My strategy so far: Make a giant salad on Sunday nights that will last through Friday. So far it's worked. And I've made a different salad each week, which means now my goal is to make a different salad each week for 36 total school weeks.

Recipes so far:

Cuscan-Style Couscous Salad (from Jeanne Lemlin's Vegetarian Classics)

Penne with Greek-Style Vegetable Marinade (from Jeanne Lemlin's Main Course Vegetarian Pleasures)

Colorful Orzo Salad with Shiitake Mushrooms (from Jeanne Lemlin's Vegetarian Classics)

Farfalle e Fagiolo Salad (from Moosewood Restaurant Daily Special)
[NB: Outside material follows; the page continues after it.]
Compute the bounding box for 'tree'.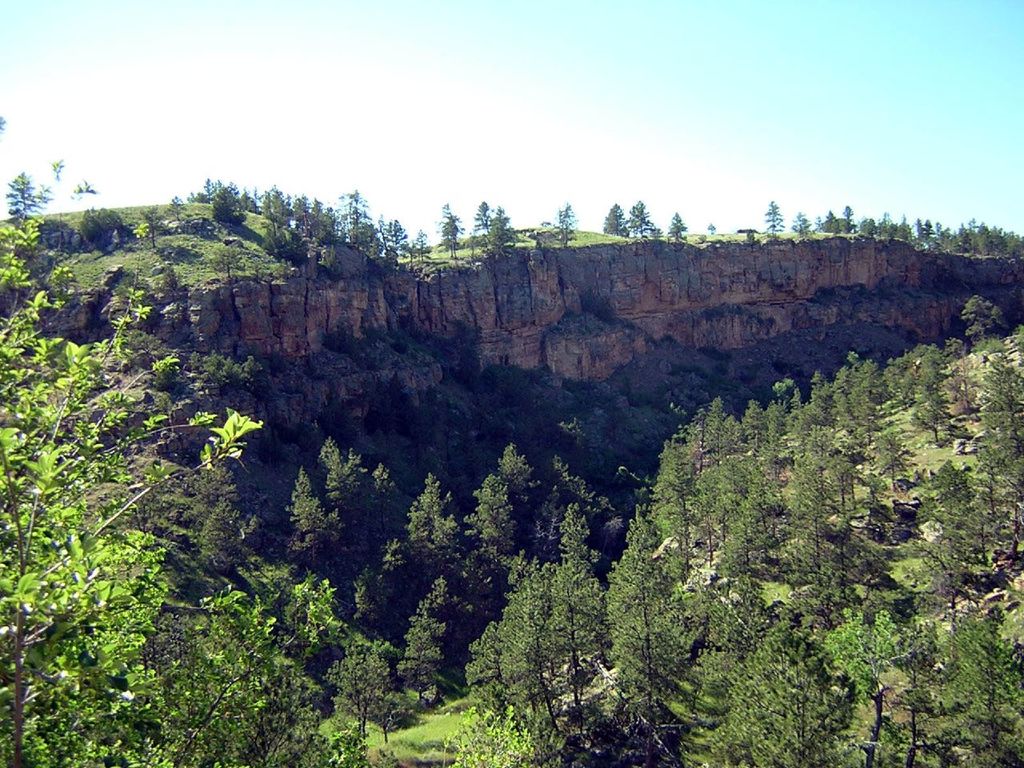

Mediterranean Rice Salad (I added tuna. I need to sneak more protein into my daily diet.)

(Professional photo of rice salad by Dan Goldberg)
Can I keep this up until early June? I'll keep you posted.
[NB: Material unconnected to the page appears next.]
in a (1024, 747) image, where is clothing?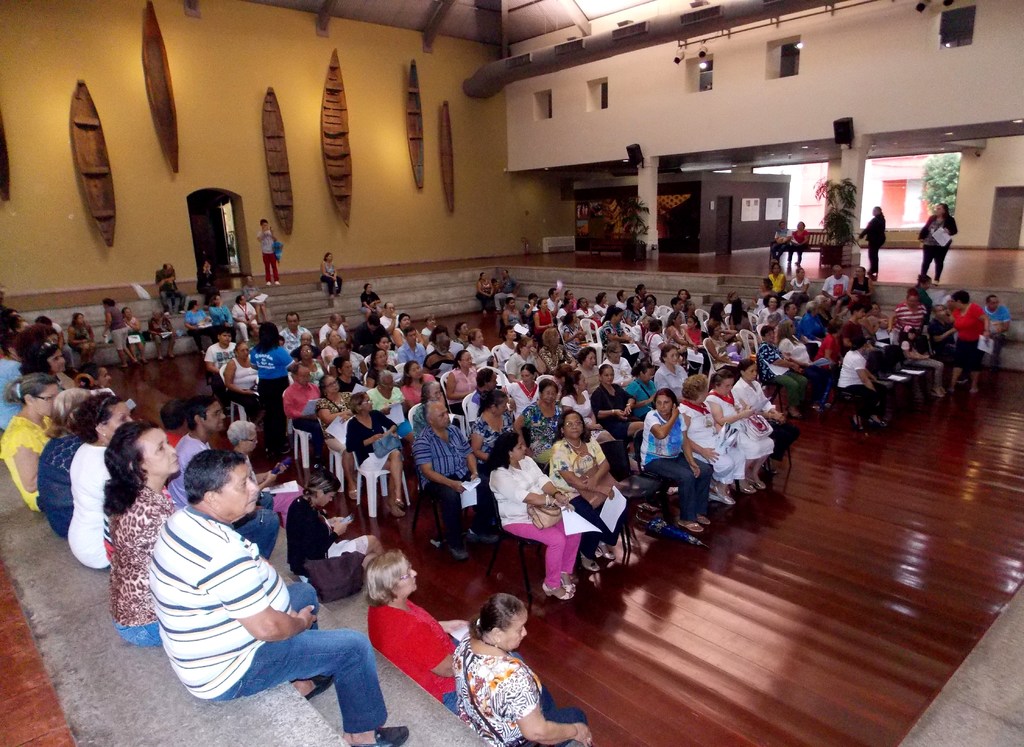
<region>148, 313, 177, 350</region>.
(And if you have a favorite salad recipe, please share!)

Friday, October 04, 2013

This new teacher's goal: Strive to be memorable

From today's Briefing:


I was a fifth-grade nomad. My family moved twice that school year, so I attended three different schools in three different Texas cities.
More than 30 years later, I get a do-over.
I am a brand-new fifth-grade teacher, and I fully plan to finish the year on the same campus where I began six weeks ago.
There’s no doubt that these six weeks have been some of the most exhausting and challenging of my professional life. They have also been some of the most rewarding and soul-satisfying.
In this new career — one that I considered for many years before launching — I am responsible for 47 students.
Each weekday, twice a day, I offer instruction and guidance on reading, writing, grammar, spelling and U.S. history. Plus Internet safety, time management, study skills, conflict resolution, problem solving, hallway etiquette and so much more.
Together we are reading Island of the Blue Dolphins by Scott O’Dell and discussing themes such as loneliness, friendship, courage and fear.
We are analyzing poetry. Memorizing state capitals. Identifying subjects and predicates. Reciting the introduction to the Declaration of Independence. Using multiple sources for research and reporting. Crafting journal entries.
It’s a dreamy world for the likes of me.
On top of all that academic work that feeds my passions for literature and civics, I get to spend time with 47 unique children.
I’m discovering their strengths and celebrating their victories. (I realized last week that I was holding my breath as I graded papers, eager for each child to reveal mastery.)
I’m learning about their passions — cheerleading and hockey, sloths and unicorns, Dr. Who and One Direction.
I’m starting to piece together what motivates and what challenges each child.
I love that fifth-graders have no filter, that they are willing to be goofy, and that they appreciate quirks of others — including me.
My fifth-graders find humor in my awkward dance moves and sketchy singing voice. They are forgiving of my mistakes. They are relentless in asking that I identify them by name in the newspaper and call them “the best class ever.”
Both of my classes are the best classes ever. And yet some evenings I’m still worn out. In those moments, I find motivation by thinking of my original fifth-grade year.
At each of the three schools, there was at least one teacher on whom I could depend.
In Dallas, it was the language arts teacher. She pushed me to think critically, gather, analyze and evaluate.
In Austin, it was the music teacher. She opened her classroom for indoor recess for students like me who couldn’t always face the playground jungle.
In Belton, it was the homeroom teacher. She read The Lion, the Witch and the Wardrobe with dramatic, memorable flair.
Each teacher offered stability and flexibility. They expected success while anticipating missteps. They reflected genuine joy.
They stand among a small crowd of my role-model teachers. It’s a crowd that I like to imagine is cheering for me as I follow their footsteps — just as I’m now cheering daily for 47 young people.